We can't think of any book in which people smile as often and as widely as they do in The Journey of Oliver K. Woodman. The first smiler is a little girl in California, Tameka, who writes to her favorite uncle in South Carolina. She asks him to come visit, but he can't- he must work all summer installing cabinets.

But Uncle Ray, another character with a great smile, really knows how to soften a blow. Instead of just writing Tameka to decline her invitation, he builds an articulated wooden mannequin. The figure, dubbed Oliver K. Woodman, wears a hat and backpack and carries a "California or Bust" sign. Ray's letter of instruction in that backpack asks travelers give Oliver a ride as far as they are going. In this way Oliver will be able to reach California as Ray's surrogate. His progress on the journey will be reported in postcards that the ride-sharing travelers send to Ray.
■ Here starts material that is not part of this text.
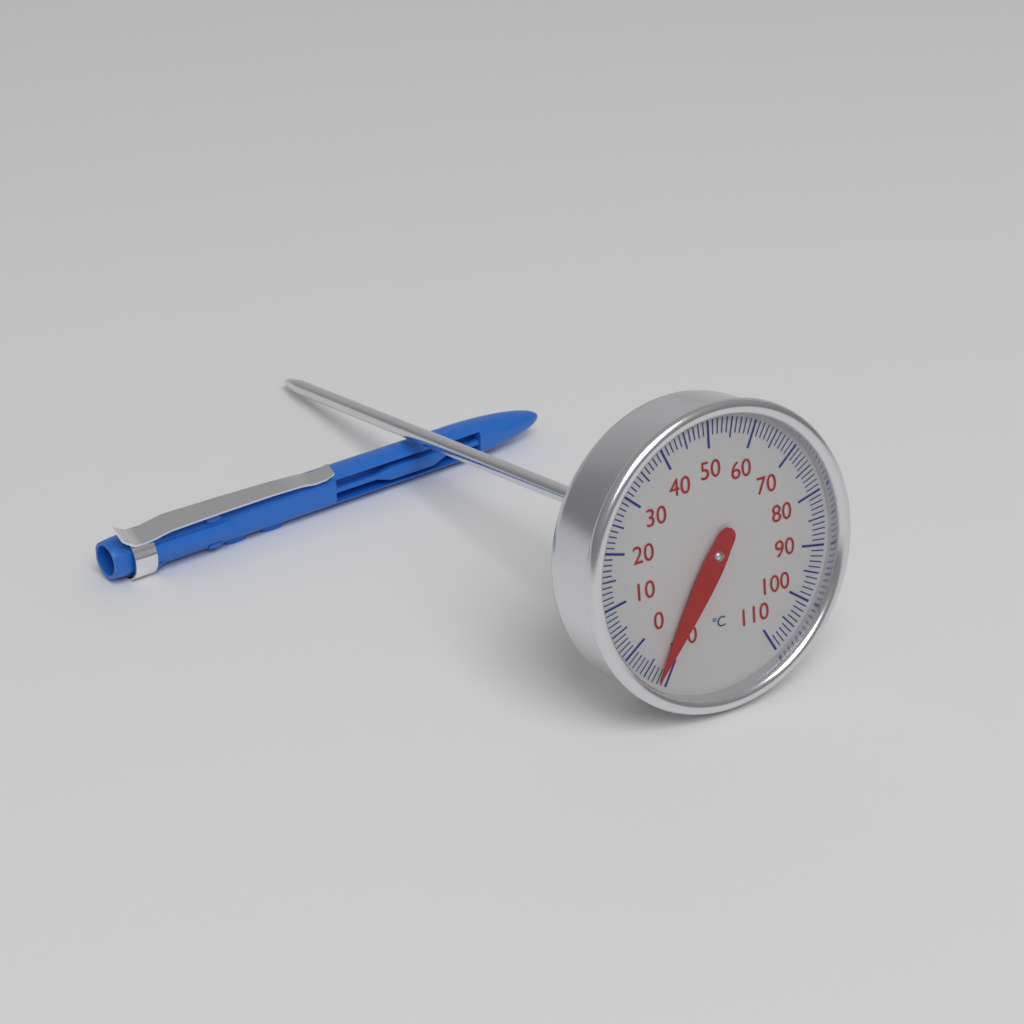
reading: -8 °C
Letters from a variety of drivers (and Cepeda's bright illustrations) let readers travel with Oliver. Strong and silent, Mr. O.K. Woodman is fine traveling companion who never needs to find a bathroom at an inconvenient time and can endure hours on the road as an unfailingly polite listener. He casts a long shadow, too, which comes in handy one night at a family campout.
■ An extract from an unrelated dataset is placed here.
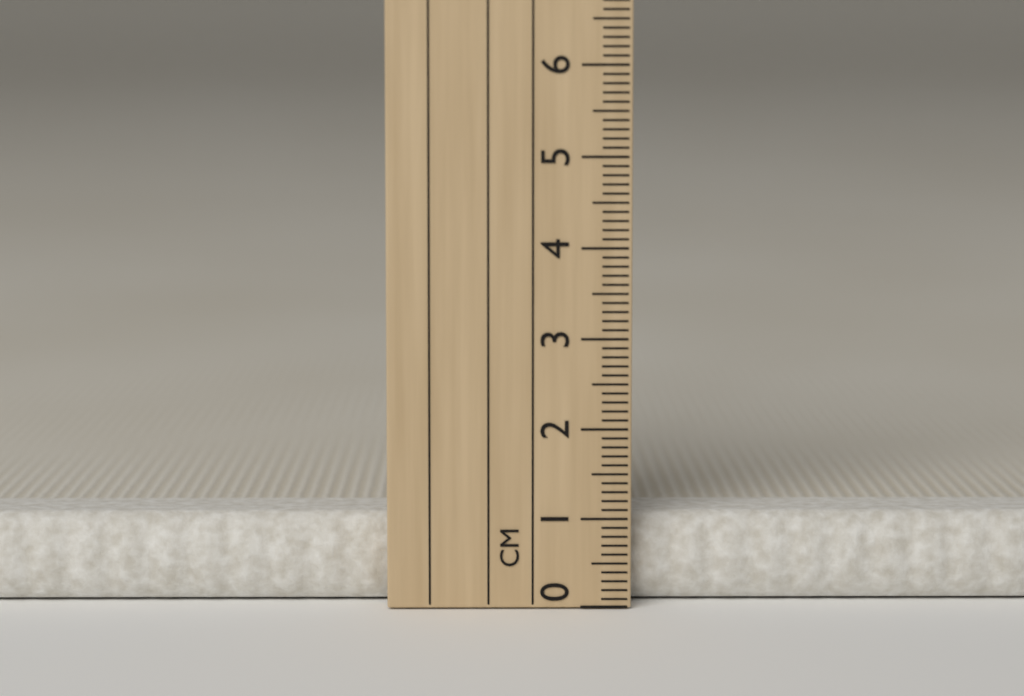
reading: 1.0 cm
Epistolary stories (those told just in letters and other documents) are a double-dip of reading pleasure: the story itself and the puzzle-solving nature of reading a tale without a straight narrative. Readers' imaginations bloom where no specific information is planted. In the case of Oliver's travels, author Pattison introduces his drivers for many legs of the trip, but never tells us specifically how he got from Panhandle, Texas, to the middle of the desert near Albuquerque. Maybe the mouse building a nest in his backpack could tell us, but that postcard will have to be created in a young reader's mind. Meanwhile, readers can share the joy that Oliver inspires. Everywhere he goes, people smile-and, in the case of his Fourth of July ride shared with Miss Utah during a parade, they smile so much that cheeks begin to ache. Lucky for Oliver that he doesn't actually have a mouth-and that all his expressiveness is a reflection of humankind's vast whimsy.